A favorite backyard bird is a small (4-1/2") bird with a distinctive shape -- compact and tapered at both ends!

The bill of a Red-breasted Nuthatch is narrow and sharp while its wings are fairly long and pointed.  A nuthatch’s tail is short but broad, with short legs and long toes with sharp, strongly decurved claws.  Blue-gray above, the male has the characteristic red breast, while the female is more muted underneath.

The Red-breasted Nuthatches’s name is the first clue to its distinctive feeding style, referring to its practice of securing a nut, or seed,  in a niche and hammering it open with its bill.  Nuthatches like conifer and other seeds and enthusiastically feed on black-oil sunflower seeds at backyard feeding stations.  They readily take to suet and peanuts as well!
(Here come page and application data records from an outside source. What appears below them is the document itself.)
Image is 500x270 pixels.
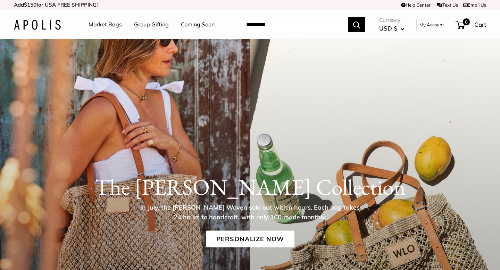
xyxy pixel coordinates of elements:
a: Text Us [437,2,458,8]
a: Coming Soon [181,19,215,30]
span: USD $ [379,25,397,32]
span: Currency [379,15,405,25]
input: Search... [241,17,348,32]
button: Search [348,17,365,32]
a: Market Bags [89,19,122,30]
a: Group Gifting [134,19,169,30]
a: My Account [420,20,444,29]
h1: The [PERSON_NAME] Collection [14,174,486,200]
span: 0 [463,18,470,25]
a: Email Us [463,2,486,8]
span: Cart [475,21,486,28]
p: In July, the [PERSON_NAME] Woven sold out within hours. Each bag takes 24 hours to handcraft, wit... [137,203,363,222]
a: Personalize Now [206,231,295,247]
a: 0 Cart [456,19,486,30]
span: $150 [24,1,36,8]
button: USD $ [379,23,405,34]
a: Help Center [401,2,431,8]
img: Apolis [14,20,61,30]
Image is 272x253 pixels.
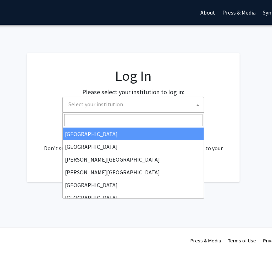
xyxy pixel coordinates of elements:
[63,128,204,140] li: [GEOGRAPHIC_DATA]
[64,114,203,126] input: Search
[63,179,204,192] li: [GEOGRAPHIC_DATA]
[63,140,204,153] li: [GEOGRAPHIC_DATA]
[63,166,204,179] li: [PERSON_NAME][GEOGRAPHIC_DATA]
[41,127,226,161] div: No account? . Don't see your institution? about bringing ForagerOne to your institution.
[41,67,226,84] h1: Log In
[190,238,221,244] a: Press & Media
[63,153,204,166] li: [PERSON_NAME][GEOGRAPHIC_DATA]
[66,97,204,112] span: Select your institution
[228,238,256,244] a: Terms of Use
[62,97,204,113] span: Select your institution
[63,192,204,204] li: [GEOGRAPHIC_DATA]
[5,221,30,248] iframe: Chat
[82,87,184,97] label: Please select your institution to log in:
[68,101,123,108] span: Select your institution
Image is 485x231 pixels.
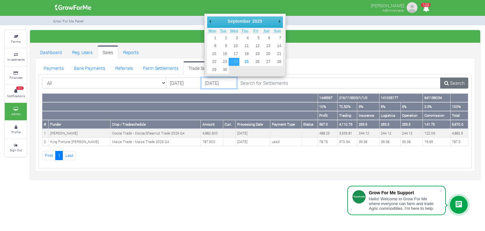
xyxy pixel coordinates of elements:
small: Farms [11,39,21,44]
img: growforme image [406,1,419,14]
td: 244.12 [401,129,423,137]
div: 2025 [252,16,263,26]
button: 29 [207,66,218,74]
button: 16 [218,50,229,58]
button: 11 [240,42,250,50]
small: Grow For Me Panel [53,19,84,23]
td: 488.25 [318,129,337,137]
td: King Fortune [PERSON_NAME] [49,137,111,146]
a: Payments [39,61,69,74]
a: Trade Settlements [184,61,229,74]
button: 27 [261,58,272,66]
td: [DATE] [236,129,270,137]
a: Search [440,77,469,89]
button: 14 [272,42,283,50]
td: 787.5 [451,137,468,146]
td: 570.94 [338,137,357,146]
td: 78.75 [318,137,337,146]
a: Farm Settlements [138,61,184,74]
th: 283.5 [357,120,380,129]
button: 13 [261,42,272,50]
abbr: Sunday [274,29,281,33]
button: 26 [251,58,261,66]
th: Commission [423,111,451,120]
th: Total [451,111,468,120]
td: 39.38 [357,137,380,146]
small: Administrator [383,8,404,13]
th: 283.5 [401,120,423,129]
button: 3 [229,34,240,42]
th: 5% [401,102,423,111]
button: 7 [272,34,283,42]
input: DD/MM/YYYY [166,77,202,89]
small: Finances [9,75,22,80]
img: growforme image [53,1,94,14]
th: 141.75 [423,120,451,129]
th: 641188034 [423,94,451,102]
td: 787.500 [201,137,223,146]
th: 10% [318,102,337,111]
th: 216/113503/1/1/0 [338,94,380,102]
button: 8 [207,42,218,50]
td: 122.06 [423,129,451,137]
button: 1 [207,34,218,42]
th: Payment Type [270,120,302,129]
th: 100% [451,102,468,111]
small: Sign Out [10,148,22,152]
nav: Page Navigation [42,151,469,160]
small: Investments [7,57,25,62]
td: Cocoa Trade - Cocoa/Shearnut Trade 2025 Q4 [111,129,201,137]
td: Maize Trade - Maize Trade 2025 Q4 [111,137,201,146]
div: Grow For Me Support [369,190,439,195]
button: 28 [272,58,283,66]
button: 20 [261,50,272,58]
button: 24 [229,58,240,66]
button: Next Month [277,16,283,26]
td: 2 [42,137,49,146]
th: 4,110.75 [338,120,357,129]
a: Referrals [110,61,138,74]
th: Amount [201,120,223,129]
td: [PERSON_NAME] [49,129,111,137]
button: 2 [218,34,229,42]
button: 21 [272,50,283,58]
abbr: Tuesday [220,29,227,33]
th: 5,670.0 [451,120,468,129]
a: 100 [420,6,433,12]
td: 244.12 [379,129,401,137]
button: 4 [240,34,250,42]
button: 12 [251,42,261,50]
a: Reg. Users [67,45,98,58]
td: 3,539.81 [338,129,357,137]
td: 39.38 [401,137,423,146]
span: 100 [421,3,431,7]
button: 9 [218,42,229,50]
abbr: Wednesday [230,29,238,33]
button: 25 [240,58,250,66]
a: Finances [5,67,27,84]
span: 100 [16,86,24,90]
a: Farms [5,30,27,48]
td: 39.38 [379,137,401,146]
small: Profile [11,130,21,134]
abbr: Saturday [264,29,270,33]
a: 100 Notifications [5,85,27,102]
td: 19.69 [423,137,451,146]
div: Hello! Welcome to Grow For Me where everyone can farm and trade Agric commodities. I'm here to help. [369,196,439,210]
td: 4,882.500 [201,129,223,137]
a: Reports [118,45,144,58]
td: ussd [270,137,302,146]
td: 244.12 [357,129,380,137]
a: 1 [55,151,63,160]
abbr: Monday [209,29,216,33]
th: 5% [379,102,401,111]
th: Insurance [357,111,380,120]
th: 2.5% [423,102,451,111]
th: Operation [401,111,423,120]
a: Last [63,151,76,160]
th: 283.5 [379,120,401,129]
input: DD/MM/YYYY [201,77,237,89]
th: 72.50% [338,102,357,111]
button: 18 [240,50,250,58]
th: Status [302,120,318,129]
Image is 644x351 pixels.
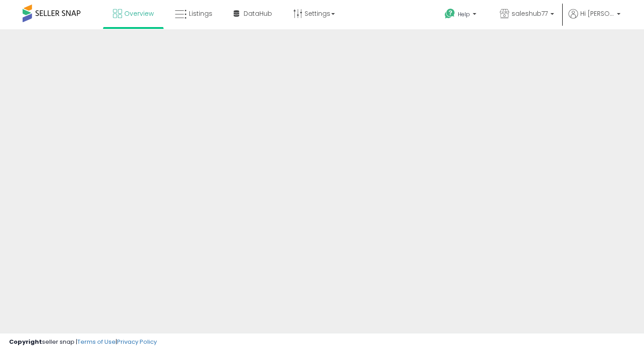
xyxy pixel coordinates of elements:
a: Help [438,1,485,29]
span: Hi [PERSON_NAME] [580,9,614,18]
span: Help [458,10,470,18]
span: saleshub77 [512,9,548,18]
span: Overview [124,9,154,18]
a: Privacy Policy [117,338,157,346]
span: Listings [189,9,213,18]
a: Hi [PERSON_NAME] [569,9,620,29]
span: DataHub [244,9,272,18]
strong: Copyright [9,338,42,346]
div: seller snap | | [9,338,157,347]
i: Get Help [444,8,456,19]
a: Terms of Use [77,338,116,346]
Nuthatches are food-storing birds.  Watch for a nuthatch carrying off pieces of suet:  it may be hiding the suet in bark crevices.  After hiding the food, some nuthatches will cover the stash with bark or lichen.

Nuthatches engage in “courtship feeding.”  A female nuthatch during breeding season may not adequately feed herself prior to egg-laying, possibly because she is too heavy with eggs to hunt effectively.  Her nutrition needs increase during this time period, however.  Courtship feeding, the act of a male feeding a female, increases the odds of successful reproduction.

In the fall, look for nuthatches in mixed flocks of finches, chickadees and woodpeckers.  Bird feeders offering black oil sunflower seeds, and suet feeders, are popular with the onset of colder weather.  With shorter days and colder nights, birds spend virtually the entire daylight period searching for food.